Autodesk puts R&D first with its BUILD Space in Boston. Designed by SGA, the 34,000-square-foot Autodesk BUILD space in South Boston holds over 70 organizations and 500 people. (Courtesy Autodesk)

Autodesk puts R&D first with its BUILD Space in Boston

Meet the incubators and accelerators producing the new guard of design and architecture start-ups. This is part of a series profiling incubators and accelerators from our April 2018 Technology issue. 

Located on the first two floors of a concrete-framed former army base in South BostonAutodesk’s BUILD Space (BUILD stands for building, innovation, learning, and design), which opened in 2016, has become one of the software company’s best tools for keeping up with architecture’s hyper-speed technology changes.

The cavernous 34,000-square-foot facility, whose adaptive reuse was carried out by Boston and New York-based SGA, contains two chief components: First, it houses every piece of digital manufacturing equipment under the sun, from CNC routers and multi-axis robots to microelectronics, metal fabrication tools, and a giant crane; second, it hosts over 70 organizations and 500 people, including architecture and design firms, start-ups, and universities, who use the facilities, supported by Autodesk’s software engineers. In return, Autodesk gets to make important new contacts and learn how to position its software for the coming years.

“By investigating these technologies with these teams, it gives us a view of what may be coming, and what we need to start thinking about,” said Rick Rundell, Autodesk’s senior director, who has carefully curated the community with his colleagues.

“I could hire a team of 30 researchers to use this equipment,” said Rundell. “Instead, I have 500 researchers that I’ve been able to curate. They’re doing their own work, but it keeps us in touch in a way that would be much harder otherwise.”
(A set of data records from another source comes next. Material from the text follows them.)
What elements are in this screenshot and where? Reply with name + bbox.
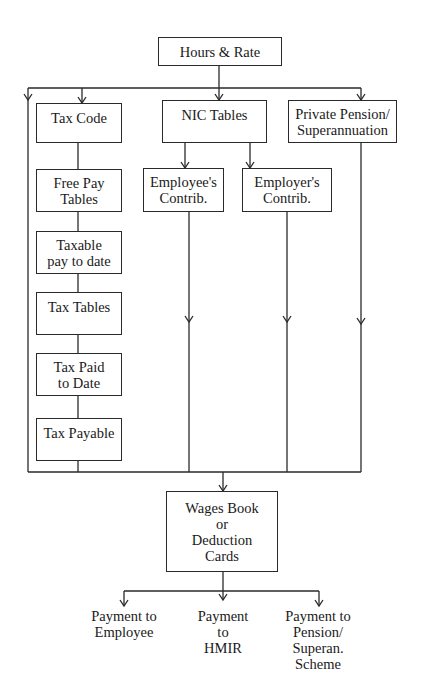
wages-line-1: Wages Book — [185, 500, 258, 516]
output-3-line-4: Scheme — [282, 656, 354, 672]
pension-line-1: Private Pension/ — [295, 106, 390, 122]
wages-line-2: or — [216, 516, 228, 532]
payment-to-employee: Payment to Employee — [89, 608, 159, 640]
tax-paid-line-2: to Date — [58, 375, 100, 391]
wages-line-3: Deduction — [192, 532, 252, 548]
tax-tables-box: Tax Tables — [36, 292, 122, 335]
tax-paid-box: Tax Paid to Date — [36, 353, 122, 396]
employee-contrib-line-2: Contrib. — [160, 190, 208, 206]
private-pension-box: Private Pension/ Superannuation — [288, 100, 397, 143]
hours-rate-box: Hours & Rate — [158, 37, 282, 66]
payment-to-pension-scheme: Payment to Pension/ Superan. Scheme — [282, 608, 354, 672]
output-2-line-2: to — [193, 624, 253, 640]
taxable-pay-box: Taxable pay to date — [36, 231, 122, 274]
payment-to-hmir: Payment to HMIR — [193, 608, 253, 656]
nic-tables-label: NIC Tables — [182, 107, 248, 123]
employee-contrib-line-1: Employee's — [150, 174, 217, 190]
hours-rate-label: Hours & Rate — [180, 44, 261, 60]
taxable-line-1: Taxable — [56, 237, 102, 253]
wages-book-box: Wages Book or Deduction Cards — [166, 491, 278, 572]
employer-contrib-box: Employer's Contrib. — [242, 168, 332, 212]
nic-tables-box: NIC Tables — [162, 100, 267, 143]
free-pay-line-2: Tables — [60, 191, 98, 207]
tax-code-box: Tax Code — [36, 103, 122, 143]
employer-contrib-line-2: Contrib. — [263, 190, 311, 206]
output-1-line-2: Employee — [89, 624, 159, 640]
free-pay-tables-box: Free Pay Tables — [36, 169, 122, 212]
output-3-line-3: Superan. — [282, 640, 354, 656]
tax-tables-label: Tax Tables — [48, 299, 111, 315]
output-2-line-1: Payment — [193, 608, 253, 624]
free-pay-line-1: Free Pay — [53, 175, 104, 191]
tax-code-label: Tax Code — [51, 110, 107, 126]
output-3-line-2: Pension/ — [282, 624, 354, 640]
output-2-line-3: HMIR — [193, 640, 253, 656]
employer-contrib-line-1: Employer's — [254, 174, 319, 190]
tax-payable-label: Tax Payable — [43, 425, 114, 441]
wages-line-4: Cards — [205, 548, 239, 564]
tax-paid-line-1: Tax Paid — [54, 359, 105, 375]
taxable-line-2: pay to date — [47, 253, 111, 269]
tax-payable-box: Tax Payable — [36, 418, 122, 461]
output-3-line-1: Payment to — [282, 608, 354, 624]
output-1-line-1: Payment to — [89, 608, 159, 624]
pension-line-2: Superannuation — [297, 122, 388, 138]
employee-contrib-box: Employee's Contrib. — [143, 168, 224, 212]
The word has gotten out, encouraging the company, with SGA, to grow the space by another floor. “We get five or six calls a week,” noted Rundell, who has hosted researchers from the Middle East, all over Europe, and the far corners of the U.S. “We only review the most promising.”

BUILD members working in a common office space. (Courtesy Autodesk)

Some of the residents include

Perkins+Will

The architecture firm investigated new framing systems for mass timber.

Bechtel Corporation

The engineering company explored inflatable shading devices.

Massachusetts Institute of Technology

MIT students have created self-deploying fabric canopies that can be dropped via aircraft.

Construction Robotics

This construction manufacturer is developing a system for robotically constructing masonry walls.